While the code of conduct has been adopted primarily by small theaters, theaters of all sizes and schools may adopt it, the documents states; however, Fisher said young performers can benefit from it the most.

“If there is one thing I hear more than anything else, whether it’s a young person or a person who used to be a young person who’s had any kind of issue, they’ll say, ‘I thought this was just how it went,’ or they’ll say, ‘I didn’t know who to talk to, so I kept it to myself,’” Fisher said.

The ideas and procedures in the document came from industry professionals, taking systems already in place in some theaters and sharing them broadly, according to Kate Piatt-Eckert, executive director at Steep Theatre Company, who had a hand in CTS from the beginning and was a member of the CTS Pilot Program.

“Everyone working on the document was coming from a place of experience in theater making,” Piatt-Eckert said, “So people are drawing on things that either did not go as planned in the past, or things that went well that we can learn from.”

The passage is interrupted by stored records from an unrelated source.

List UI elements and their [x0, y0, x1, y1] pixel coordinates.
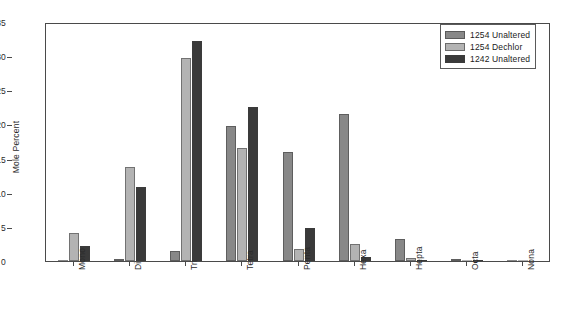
y-tick-mark: [7, 57, 12, 58]
bar-hexa-1: [339, 114, 349, 261]
legend-label: 1254 Unaltered: [470, 30, 530, 40]
bar-tri-1: [170, 251, 180, 261]
y-axis-title: Mole Percent: [11, 97, 21, 197]
legend-item: 1254 Dechlor: [445, 41, 530, 52]
x-tick-mark: [241, 262, 242, 266]
legend-label: 1254 Dechlor: [470, 42, 522, 52]
x-tick-label-mono: Mono: [77, 248, 87, 270]
x-tick-mark: [466, 262, 467, 266]
x-tick-mark: [73, 262, 74, 266]
y-tick-label: 15: [0, 155, 6, 165]
x-tick-mark: [522, 262, 523, 266]
bar-tetra-3: [248, 107, 258, 261]
y-tick-label: 20: [0, 120, 6, 130]
chart-legend: 1254 Unaltered1254 Dechlor1242 Unaltered: [440, 24, 536, 69]
x-tick-label-di: Di: [133, 262, 143, 270]
bar-tri-3: [192, 41, 202, 261]
y-tick-label: 30: [0, 52, 6, 62]
x-tick-mark: [410, 262, 411, 266]
y-tick-label: 35: [0, 18, 6, 28]
bar-mono-1: [58, 260, 68, 261]
bar-tetra-1: [226, 126, 236, 261]
y-tick-mark: [7, 194, 12, 195]
y-tick-mark: [7, 125, 12, 126]
bar-chart: Mole Percent 05101520253035 1254 Unalter…: [0, 0, 566, 309]
x-tick-mark: [185, 262, 186, 266]
x-tick-mark: [354, 262, 355, 266]
y-tick-mark: [7, 91, 12, 92]
y-tick-label: 25: [0, 86, 6, 96]
bar-penta-1: [283, 152, 293, 261]
legend-swatch-icon: [445, 31, 465, 39]
x-tick-label-hepta: Hepta: [414, 246, 424, 270]
legend-item: 1242 Unaltered: [445, 53, 530, 64]
y-tick-label: 10: [0, 189, 6, 199]
bar-di-3: [136, 187, 146, 261]
x-tick-mark: [129, 262, 130, 266]
bar-di-2: [125, 167, 135, 261]
x-tick-label-hexa: Hexa: [358, 249, 368, 270]
bar-tri-2: [181, 58, 191, 261]
legend-swatch-icon: [445, 55, 465, 63]
legend-swatch-icon: [445, 43, 465, 51]
y-axis: Mole Percent 05101520253035: [0, 0, 45, 285]
x-tick-label-nona: Nona: [526, 249, 536, 270]
bar-tetra-2: [237, 148, 247, 261]
x-tick-mark: [298, 262, 299, 266]
y-tick-label: 0: [0, 257, 6, 267]
bar-octa-1: [451, 259, 461, 261]
x-tick-label-tetra: Tetra: [245, 250, 255, 270]
legend-label: 1242 Unaltered: [470, 54, 530, 64]
legend-item: 1254 Unaltered: [445, 29, 530, 40]
x-tick-label-tri: Tri: [189, 260, 199, 270]
bar-nona-1: [507, 260, 517, 261]
bar-di-1: [114, 259, 124, 261]
x-tick-label-octa: Octa: [470, 251, 480, 270]
y-tick-mark: [7, 228, 12, 229]
y-tick-label: 5: [0, 223, 6, 233]
bar-hepta-1: [395, 239, 405, 261]
y-tick-mark: [7, 160, 12, 161]
x-tick-label-penta: Penta: [302, 247, 312, 270]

CTS adopters include The Neo-Futurists, which used the document to strengthen its reporting procedures for complaints and concerns, according to Kendall Karg, the theater’s managing director.

“[It] really helps when someone is having a problem, and they can find who to talk to to help them solve that problem,” Karg said, “That makes people feel like ‘I know what my expectations are and how I’m going to treat everyone in this building when I’m here. I also know that if I don’t get that in return, I know exactly, who to go to to help me fix that situation.’”

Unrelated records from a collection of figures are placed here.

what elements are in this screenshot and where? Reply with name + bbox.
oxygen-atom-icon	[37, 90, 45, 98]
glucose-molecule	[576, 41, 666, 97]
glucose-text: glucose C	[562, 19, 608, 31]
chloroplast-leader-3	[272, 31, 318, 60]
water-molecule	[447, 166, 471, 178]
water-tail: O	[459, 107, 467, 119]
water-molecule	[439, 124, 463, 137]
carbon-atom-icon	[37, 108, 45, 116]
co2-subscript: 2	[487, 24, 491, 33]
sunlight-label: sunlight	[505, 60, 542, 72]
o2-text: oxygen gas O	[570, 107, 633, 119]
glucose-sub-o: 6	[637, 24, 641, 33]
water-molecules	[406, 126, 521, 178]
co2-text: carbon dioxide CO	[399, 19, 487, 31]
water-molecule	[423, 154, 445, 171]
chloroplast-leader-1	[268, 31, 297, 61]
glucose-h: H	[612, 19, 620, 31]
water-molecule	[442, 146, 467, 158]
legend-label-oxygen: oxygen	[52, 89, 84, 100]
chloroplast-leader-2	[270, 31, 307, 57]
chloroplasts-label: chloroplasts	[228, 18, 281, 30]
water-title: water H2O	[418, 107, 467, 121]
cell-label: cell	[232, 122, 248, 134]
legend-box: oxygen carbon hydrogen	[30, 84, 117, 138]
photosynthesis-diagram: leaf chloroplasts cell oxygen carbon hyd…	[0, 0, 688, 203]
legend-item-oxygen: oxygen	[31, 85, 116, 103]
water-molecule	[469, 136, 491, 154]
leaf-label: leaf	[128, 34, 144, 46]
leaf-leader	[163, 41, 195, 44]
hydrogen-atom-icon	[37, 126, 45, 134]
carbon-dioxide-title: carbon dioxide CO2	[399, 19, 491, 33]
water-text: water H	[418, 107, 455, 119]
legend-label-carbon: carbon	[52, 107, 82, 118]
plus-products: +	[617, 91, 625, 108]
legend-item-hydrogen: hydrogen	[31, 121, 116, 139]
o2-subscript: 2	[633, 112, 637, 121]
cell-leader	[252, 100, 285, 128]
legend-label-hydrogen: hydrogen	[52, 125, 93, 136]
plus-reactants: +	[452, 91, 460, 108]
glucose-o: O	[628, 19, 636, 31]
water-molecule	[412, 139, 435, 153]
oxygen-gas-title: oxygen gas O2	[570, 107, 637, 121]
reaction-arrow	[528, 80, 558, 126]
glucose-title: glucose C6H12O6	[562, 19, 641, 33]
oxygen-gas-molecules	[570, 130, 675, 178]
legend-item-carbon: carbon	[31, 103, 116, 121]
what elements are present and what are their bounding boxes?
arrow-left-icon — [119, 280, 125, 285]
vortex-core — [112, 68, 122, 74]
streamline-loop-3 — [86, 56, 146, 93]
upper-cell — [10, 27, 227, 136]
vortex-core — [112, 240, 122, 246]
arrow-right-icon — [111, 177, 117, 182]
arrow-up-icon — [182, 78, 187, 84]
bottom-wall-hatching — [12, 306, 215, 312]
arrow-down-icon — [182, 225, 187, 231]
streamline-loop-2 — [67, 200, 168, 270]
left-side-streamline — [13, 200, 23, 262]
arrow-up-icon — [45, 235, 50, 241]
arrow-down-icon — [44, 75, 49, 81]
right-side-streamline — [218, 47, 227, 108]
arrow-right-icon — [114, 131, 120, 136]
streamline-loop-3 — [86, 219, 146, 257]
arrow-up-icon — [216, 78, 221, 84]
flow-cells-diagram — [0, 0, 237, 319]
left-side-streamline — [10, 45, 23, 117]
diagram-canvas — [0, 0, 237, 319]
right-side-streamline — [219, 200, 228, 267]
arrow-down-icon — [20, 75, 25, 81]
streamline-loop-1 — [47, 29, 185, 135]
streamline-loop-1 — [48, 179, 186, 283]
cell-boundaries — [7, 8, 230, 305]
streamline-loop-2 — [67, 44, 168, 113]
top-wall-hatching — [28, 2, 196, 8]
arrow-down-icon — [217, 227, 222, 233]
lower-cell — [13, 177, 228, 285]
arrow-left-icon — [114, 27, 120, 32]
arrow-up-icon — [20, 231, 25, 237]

Karg said there’s been a groundswell of support for the standards.

“If you look at how the code of conduct is implemented, it’s been a lot about community buy-in,” Karg said. “It’s not like Actors Equity Association where it’s a union [with] penalties or a review board or anything like that.” 

According to Karg, the CTS grows naturally with the community. As adoptees make it a point to get acquainted with the standards, the rest of the community will follow suit.

Fisher said NotInOurHouse and CTS have gained a suprising level of recognition. She has spoken in Washington, D.C., Dallas, Orlando and at the Annual Shakespeare Theatre Association’s conference in the last year regarding CTS.

“What started as an incredibly grassroots exploration of whether there was something we could actually do has turned into a national collection of theaters who are aligned in wanting to make things better in our theater spaces,” Fisher said.